SMRs and AMRs

Monday, January 23, 2012

Newt: The master of disguise

By: Jim VandeHei and Mike Allen
Politico.com
January 23, 2012 04:30 AM EST

The surging Newt Gingrich has mastered debates - and disguise.

The debate part is clear: the former speaker of the House comes to play and owns the stage, with an uncanny capacity to connect with the grievances of conservative voters.

The disguise part is, too. Gingrich has used his debate skills - and this instinct to hit the raw nerves of conservatives - to camouflage considerable weaknesses as a candidate.

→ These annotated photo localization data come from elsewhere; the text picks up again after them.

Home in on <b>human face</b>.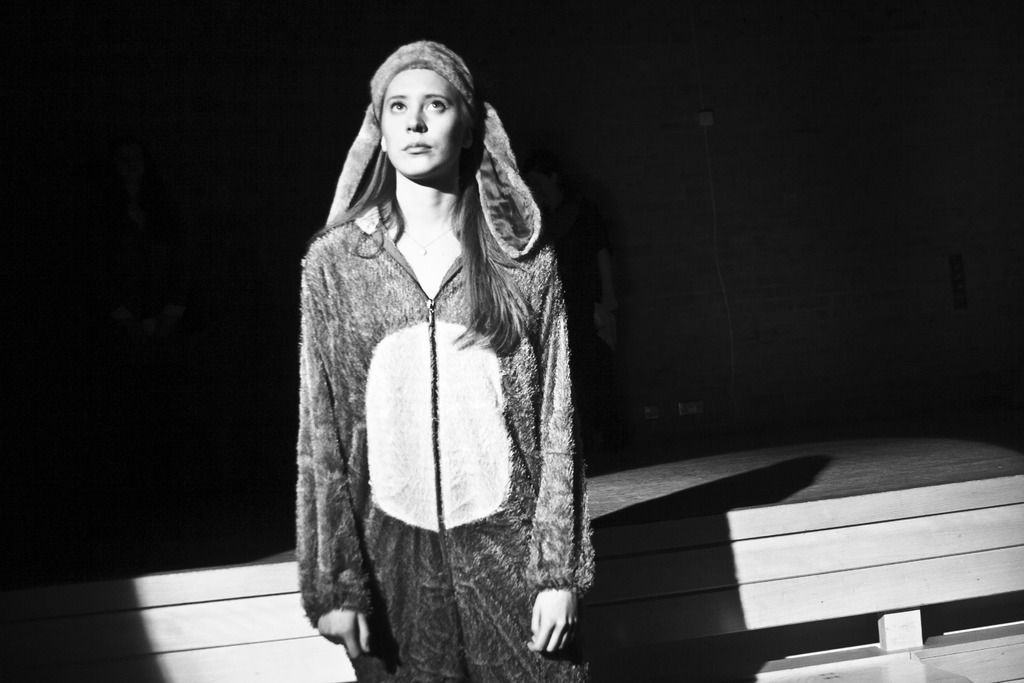
Homed in at left=378, top=64, right=467, bottom=182.
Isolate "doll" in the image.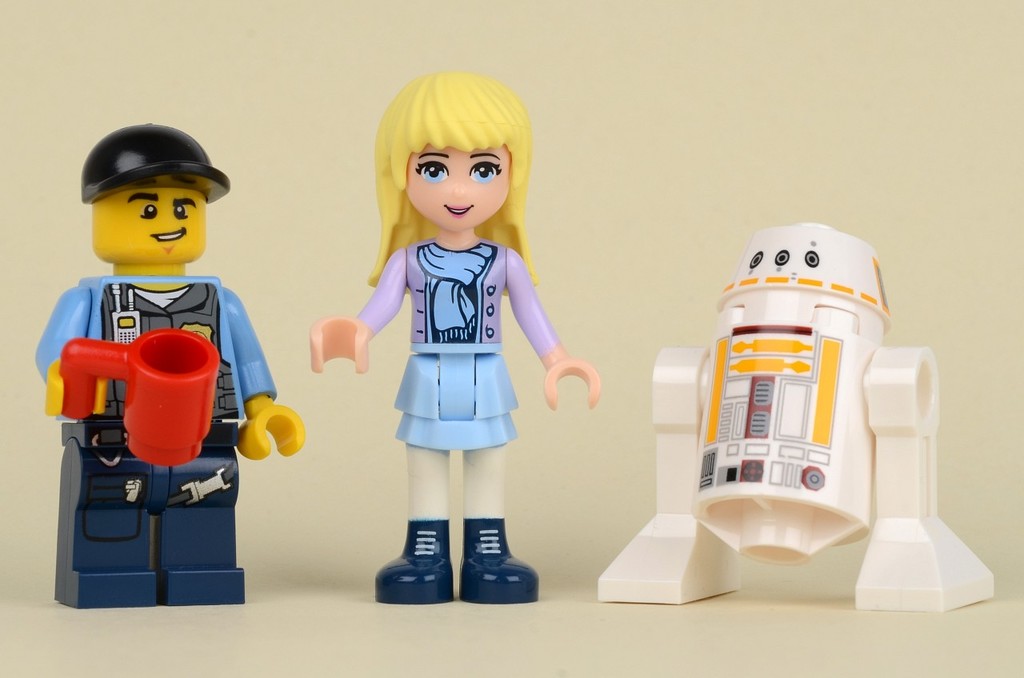
Isolated region: BBox(340, 84, 590, 596).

The three wives, cheating on and leaving the first two; inconsistency on the most consequential conservative causes of the past decade; episodic bouts of self-importance severe even by politicians’ standards, and countless tales of erratic leadership in crisis.

“You lead with your strengths,” a top Gingrich adviser told POLITICO, “to minimize his weaknesses.” When Gingrich does this, “people are willing to overlook Newt’s past.”

Mitt Romney’s top priority for the next week before Florida, one of his advisers said, is to rip that disguise off Gingrich, and expose what the campaign and many Republicans outside of it consider disqualifying flaws. Success or failure on this score might very well determine who wins the Republican nomination in the months ahead.